She had never been to this part of the sprawling convent-bastion. It was cold and harsh. Percussive weapons fire from some distant armoury hurt her ears. The clash of blades sent unpleasant jolts down her spine.

  Father Lumeon sensed her reluctance to proceed and had to march Evangeline the rest of the way. At the end of a long, stark corridor their journey ended. Before them, a single figure stood silhouetted in the light from overhead lume-globes.

  She had the cut and form of a Crusader. Her robes were red to resemble the blood of martyrs running in her veins. Her silver helm occluded her face completely, though her stance suggested it was severe beneath the mailed mask. One gauntleted fist gripped a vast Crusader shield almost the size of her entire body. Only with the augmented strength from her silver armour, which was also swathed with purity seals, devotional chains and holy parchments, could she wield it. The same was true of the Crusader sword in her other hand. Its blade was etched with tiny inscriptions and crackled with energy from an unseen source.

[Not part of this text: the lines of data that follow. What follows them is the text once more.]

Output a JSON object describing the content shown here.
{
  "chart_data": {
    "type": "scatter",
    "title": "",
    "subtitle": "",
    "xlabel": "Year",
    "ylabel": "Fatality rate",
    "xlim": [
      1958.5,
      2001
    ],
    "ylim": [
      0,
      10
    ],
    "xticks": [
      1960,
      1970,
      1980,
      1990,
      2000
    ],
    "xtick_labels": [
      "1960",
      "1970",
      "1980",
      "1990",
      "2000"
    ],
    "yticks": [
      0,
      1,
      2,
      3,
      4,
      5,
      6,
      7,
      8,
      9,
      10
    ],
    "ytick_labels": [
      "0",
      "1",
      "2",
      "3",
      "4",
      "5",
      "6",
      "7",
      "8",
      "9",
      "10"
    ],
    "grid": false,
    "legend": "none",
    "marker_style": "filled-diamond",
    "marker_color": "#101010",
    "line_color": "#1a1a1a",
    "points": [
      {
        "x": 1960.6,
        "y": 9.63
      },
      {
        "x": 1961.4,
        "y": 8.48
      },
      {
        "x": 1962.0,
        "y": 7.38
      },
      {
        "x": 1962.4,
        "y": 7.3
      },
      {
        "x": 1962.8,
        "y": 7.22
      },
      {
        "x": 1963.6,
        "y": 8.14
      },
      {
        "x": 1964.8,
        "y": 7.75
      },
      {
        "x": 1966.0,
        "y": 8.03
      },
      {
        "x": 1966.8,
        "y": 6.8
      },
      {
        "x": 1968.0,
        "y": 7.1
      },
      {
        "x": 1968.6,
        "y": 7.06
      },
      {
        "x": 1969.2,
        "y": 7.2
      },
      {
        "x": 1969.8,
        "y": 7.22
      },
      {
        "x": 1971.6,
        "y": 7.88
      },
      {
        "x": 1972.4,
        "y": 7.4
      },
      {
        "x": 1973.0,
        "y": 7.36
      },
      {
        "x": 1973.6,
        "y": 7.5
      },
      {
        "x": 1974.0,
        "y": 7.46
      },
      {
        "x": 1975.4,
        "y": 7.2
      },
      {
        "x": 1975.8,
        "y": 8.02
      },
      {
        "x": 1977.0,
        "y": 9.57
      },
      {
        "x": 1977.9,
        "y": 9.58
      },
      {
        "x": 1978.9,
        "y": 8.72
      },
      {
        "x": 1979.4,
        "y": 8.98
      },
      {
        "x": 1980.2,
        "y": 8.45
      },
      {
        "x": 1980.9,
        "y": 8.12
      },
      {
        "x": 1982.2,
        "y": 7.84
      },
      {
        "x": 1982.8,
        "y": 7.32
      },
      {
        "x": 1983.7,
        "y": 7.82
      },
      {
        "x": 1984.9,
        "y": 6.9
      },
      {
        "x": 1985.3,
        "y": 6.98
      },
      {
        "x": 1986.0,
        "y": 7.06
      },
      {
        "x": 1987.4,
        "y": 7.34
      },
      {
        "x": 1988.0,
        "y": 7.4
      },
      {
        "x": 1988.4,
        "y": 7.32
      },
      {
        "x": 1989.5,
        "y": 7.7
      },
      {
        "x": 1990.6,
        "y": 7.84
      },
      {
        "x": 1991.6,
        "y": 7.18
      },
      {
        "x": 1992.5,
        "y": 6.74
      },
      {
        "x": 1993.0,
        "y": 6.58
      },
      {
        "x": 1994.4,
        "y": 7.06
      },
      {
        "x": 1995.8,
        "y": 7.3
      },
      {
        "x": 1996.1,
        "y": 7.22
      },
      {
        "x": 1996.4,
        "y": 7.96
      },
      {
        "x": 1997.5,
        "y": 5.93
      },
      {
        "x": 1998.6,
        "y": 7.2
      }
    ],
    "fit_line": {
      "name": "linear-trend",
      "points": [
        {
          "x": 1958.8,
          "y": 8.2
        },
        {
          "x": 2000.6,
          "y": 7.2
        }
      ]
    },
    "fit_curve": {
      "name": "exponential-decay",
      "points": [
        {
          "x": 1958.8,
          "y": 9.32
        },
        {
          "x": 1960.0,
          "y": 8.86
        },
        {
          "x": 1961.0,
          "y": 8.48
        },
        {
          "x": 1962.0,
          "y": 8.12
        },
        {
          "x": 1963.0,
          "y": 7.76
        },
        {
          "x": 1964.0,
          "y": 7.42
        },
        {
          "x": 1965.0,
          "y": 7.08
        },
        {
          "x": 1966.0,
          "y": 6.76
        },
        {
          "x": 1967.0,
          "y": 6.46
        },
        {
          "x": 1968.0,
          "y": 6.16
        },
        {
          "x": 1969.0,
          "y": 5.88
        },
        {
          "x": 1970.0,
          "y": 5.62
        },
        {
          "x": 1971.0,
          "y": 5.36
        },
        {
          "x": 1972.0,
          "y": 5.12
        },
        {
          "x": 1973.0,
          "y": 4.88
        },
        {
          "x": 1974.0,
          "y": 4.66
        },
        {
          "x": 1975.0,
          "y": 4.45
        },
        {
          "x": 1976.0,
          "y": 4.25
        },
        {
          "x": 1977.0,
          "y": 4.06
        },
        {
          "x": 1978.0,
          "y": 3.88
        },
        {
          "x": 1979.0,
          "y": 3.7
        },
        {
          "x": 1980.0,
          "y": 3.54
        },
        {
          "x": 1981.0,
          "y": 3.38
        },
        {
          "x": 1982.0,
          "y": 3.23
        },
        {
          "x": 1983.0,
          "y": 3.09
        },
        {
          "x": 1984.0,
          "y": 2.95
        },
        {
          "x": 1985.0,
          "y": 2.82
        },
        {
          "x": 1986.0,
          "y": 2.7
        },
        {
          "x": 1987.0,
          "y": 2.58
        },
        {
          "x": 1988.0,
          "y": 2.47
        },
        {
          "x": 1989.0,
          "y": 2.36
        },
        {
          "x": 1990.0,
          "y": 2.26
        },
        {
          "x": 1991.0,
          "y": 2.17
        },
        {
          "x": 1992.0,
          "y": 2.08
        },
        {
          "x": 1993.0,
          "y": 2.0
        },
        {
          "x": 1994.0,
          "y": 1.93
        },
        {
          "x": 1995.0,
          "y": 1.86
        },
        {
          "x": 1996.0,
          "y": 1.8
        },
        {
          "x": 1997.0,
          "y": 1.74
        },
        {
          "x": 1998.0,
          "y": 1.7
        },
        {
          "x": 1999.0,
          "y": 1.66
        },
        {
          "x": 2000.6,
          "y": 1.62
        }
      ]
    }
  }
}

  Father Lumeon found it levelled at him when he approached her.

  He held up the aquila icon, suspended around his neck by a string of beads. Each one had been fashioned from a saint’s knuckle bone. It was a potent symbol and the staff of his office.

  ‘In the Emperor’s name, I must speak with Canoness Ignacia immediately. It is a dire matter.’

  The slightest inclination of the formidable Crusader’s head suggested she regarded Evangeline cowering beside Father Lumeon. The warrior didn’t move and for a moment the venerable priest feared she might strike them both down.

  At a silent command, the blast doors behind the Crusader broke open as if cracked by a bolt of invisible lightning. Lowering her sword, she backed off into the escaping pressure mist.

  Wiping his brow with his sleeve, already knowing there’d be more grey in his temples come the morning, Father Lumeon started to drag Evangeline through after him.